Gimme Everything You Got - Iva-Marie Palmer Page 0,114

mouthbreather like Paul Mahoney was coaching, you’d want to play.”

“That happened to you at the DMV?”

“That’s not the point,” she said.

“I think I’d rather play for Paul Mahoney than Bobby.”

“I won’t even entertain that idea. I saw him reach down into his pants to adjust himself today and then put that same hand into a bag of chips.” Tina winced at the memory. “But you’re obviously going to be stubborn. And I mostly wanted to deliver your equipment bag as an excuse to talk about something else.”

“Something else sounds great.” I chided myself for not asking Tina right away what was going on with her. “What’s up?”

“So you know how Todd has to be covert when he calls my house?”

I nodded.

“Well, he flubbed. He said he was Victor, my chem lab partner, but I took chemistry last year . . .”

“Uh-oh.”

“Yep.” Tina traced the opening of her soda bottle with her fingertip as she stared at our ugly yellow-and-brown wallpaper. “And my mom point-blank said, ‘Who is this, really?’ And Todd said Todd Lindholm, because he didn’t want to lie anymore.”

“So now what?”

“Well, now I have to be home by six thirty every night.” She glanced at the clock. “And no phone until I tell my parents what’s going on.”

“Have you talked to Todd?”

She nodded. “I called him after practice, from the pay phones. And I think he doesn’t understand why I won’t just own up to it. I don’t understand, either.”

I thought of the way Tina’s house was filled with photos of her, scrapbooks devoted to every certificate and achievement award she’d ever received. How her mom had even sent away for a college brochure from Oxford University in England, “just in case.”

“Maybe you know that once you tell them, it’ll change the story they have written for you,” I said, thinking of Bobby and the story I had made up for him.

“I think I’m most scared because what if my mom is right? I want a lot of the same stuff for me that she does, and what if it turns out Todd won’t fit in with my plans?”

We’d finished the Cheez Balls. I wished we hadn’t. I needed one. “Maybe he won’t. But so far, he does, and he supports you. Plus, you love him. Whatever you decide you want to do with your life, don’t you want to do it for the real you?”

Tina wrinkled her nose at me and stared at my face with skepticism, like she was accusing it of saying the wrong thing.

“You’re annoyingly right.” She flicked me on the arm.

“I know.” I flicked her back. Even if I wouldn’t have soccer, or Joe, and might have lost Candace, I still had Tina, and being able to give her good advice made me hopeful that I wouldn’t screw that up, too.

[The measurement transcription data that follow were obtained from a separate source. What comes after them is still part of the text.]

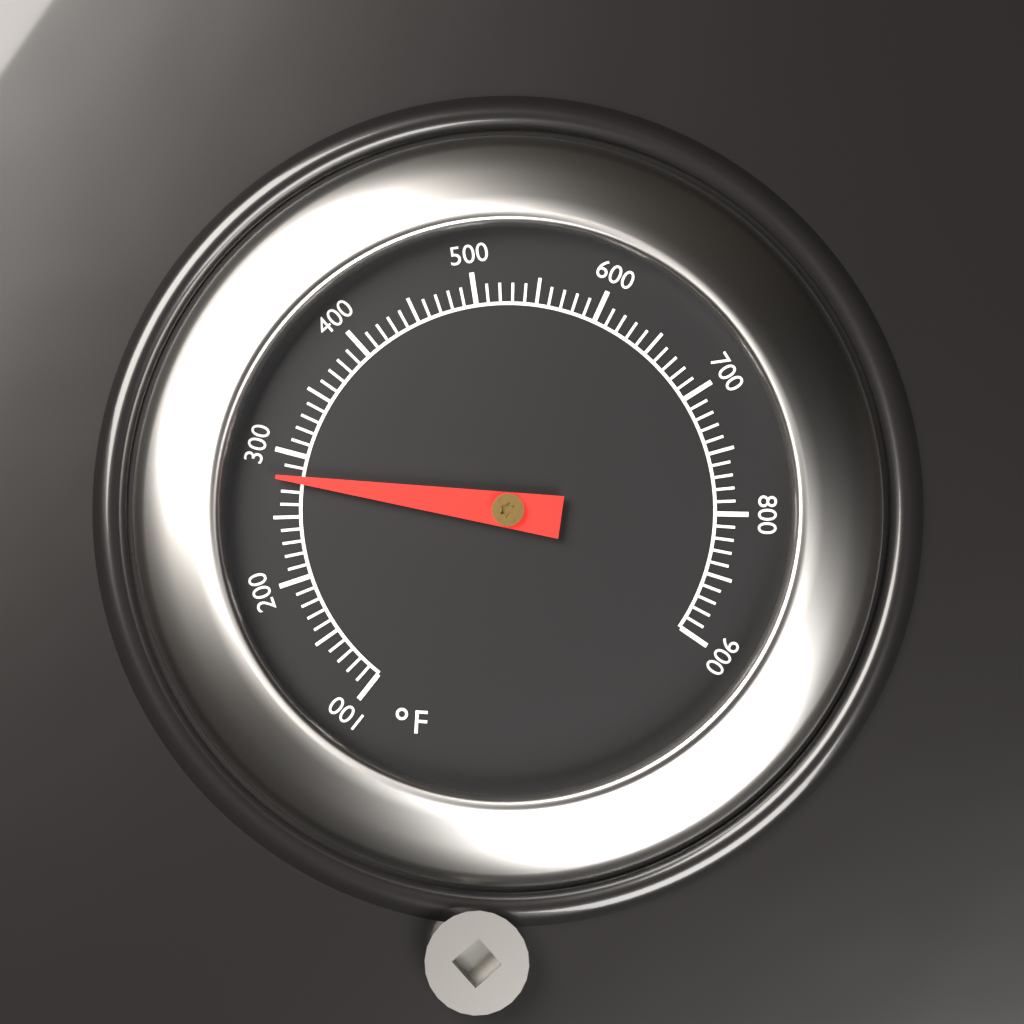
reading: 280 °F
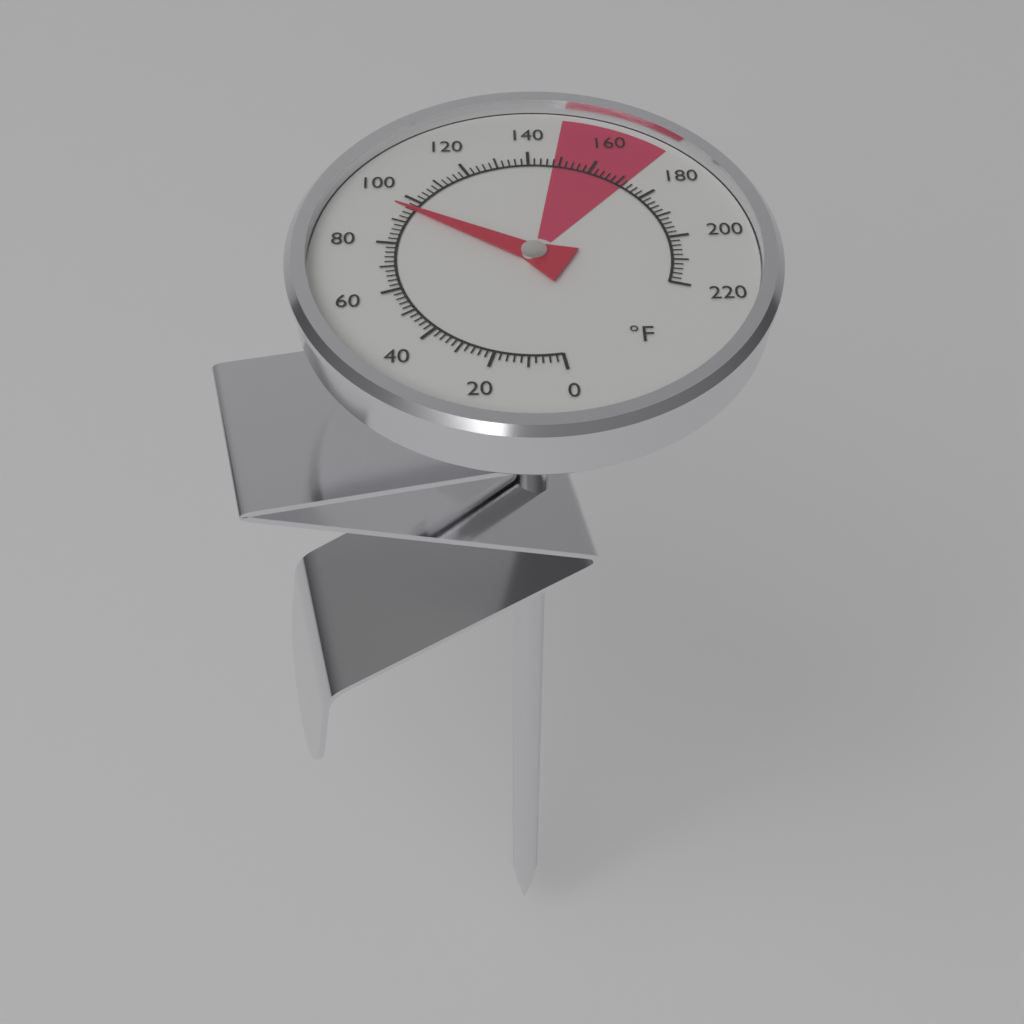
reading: 96 °F
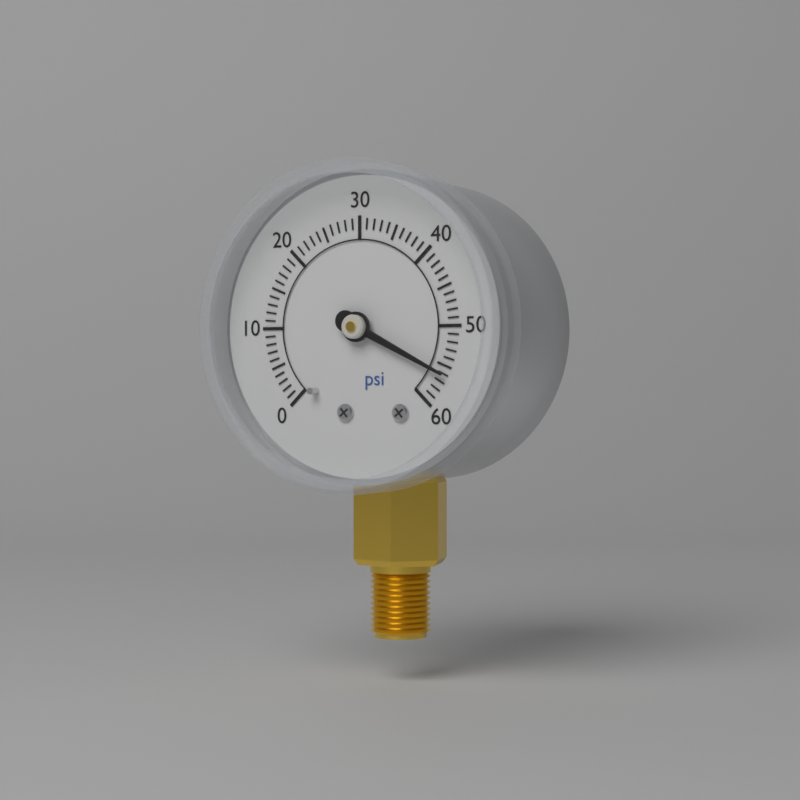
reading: 56 psi
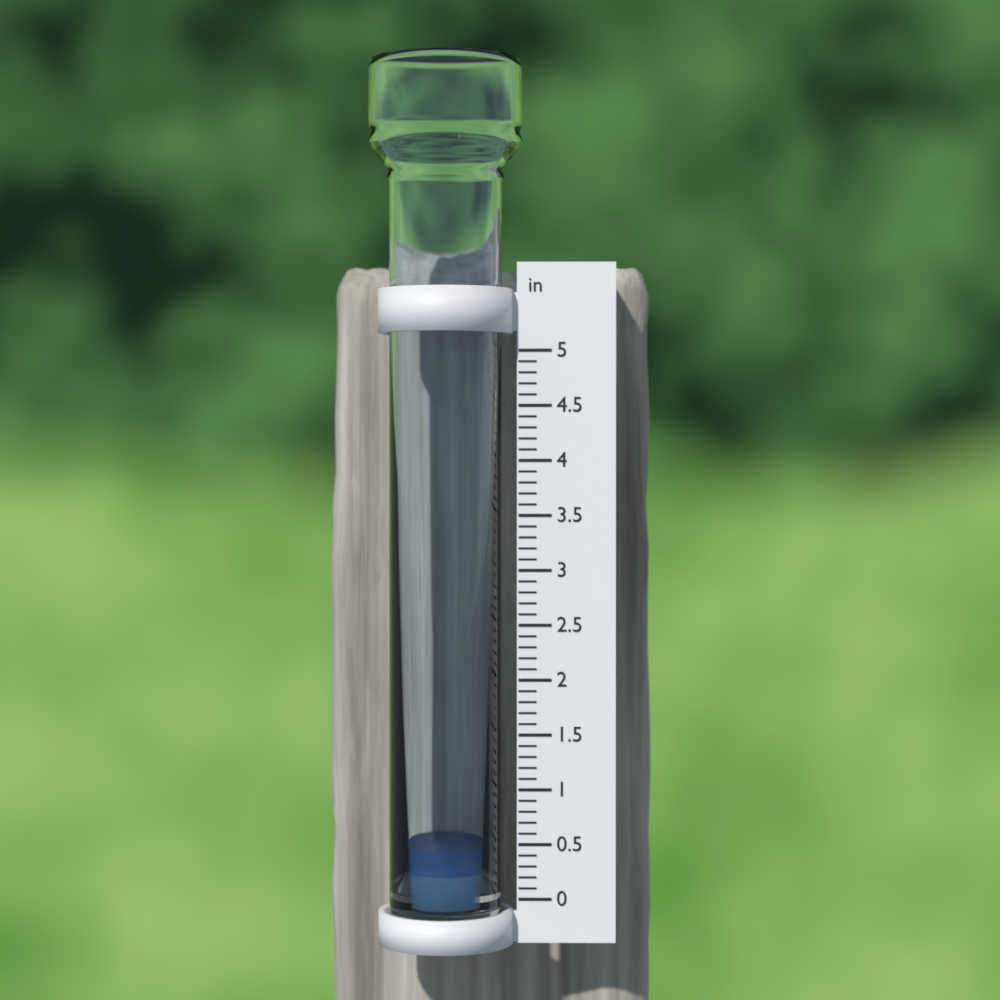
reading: 0.3 in
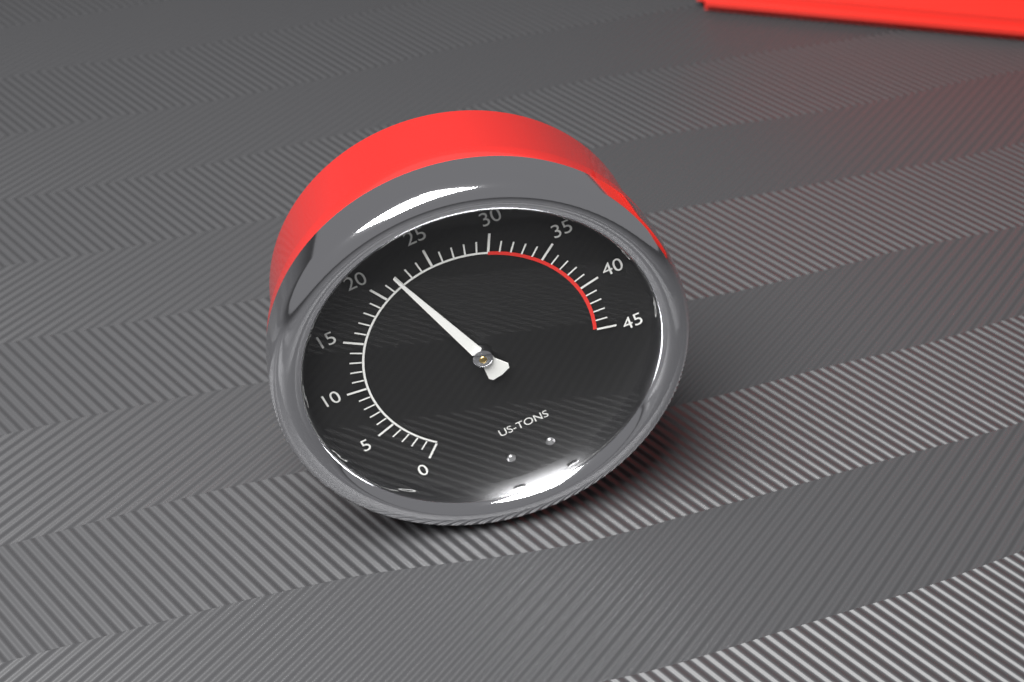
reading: 22 US tons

“I might have to ease my way into telling them,” Tina said.

“If you don’t kick the ball when you can, you’ll never know if you made the shot.”

“Look at you, with your soccer metaphors.” Tina looked satisfied. “You’ll be back on the team.”

“Yeah, if Bobby’s gone, I’ll come back,” I said.

“You better tell me if he’s a serial killer.”

“He’s not,” I said. “Take a shower before you talk to your mom. You smell.”

Tina smirked. “Okay, and you enjoy your fake-ass cramps.”

I thought all night about what Tina had said, but I still couldn’t see the point of playing. I had existed before soccer, and I didn’t need it to survive. It wasn’t a boyfriend like Todd who felt like a soul mate. I’d used soccer to get close to Bobby and kept playing because I thought he saw something special in me. But he was a liar. I didn’t have potential. I wasn’t going to get a scholarship. There was never anything special between us, and there never would be. I hated the girl who thought that. She was stupid, and I didn’t want to be reminded of her.

Still, all night I dreamed of playing.

I woke up Wednesday, the day Mom went in to work early so she could make it to her night class, wondering if I should go to school. It was also November 7, a date I remembered as Bobby’s birthday from Dana’s early reconnaissance on him. I wished him an awful one. Part of me wanted to go to school just so I could ignore him if I saw him.

The phone rang. I checked the clock: seven thirty. I wondered if it was Tina.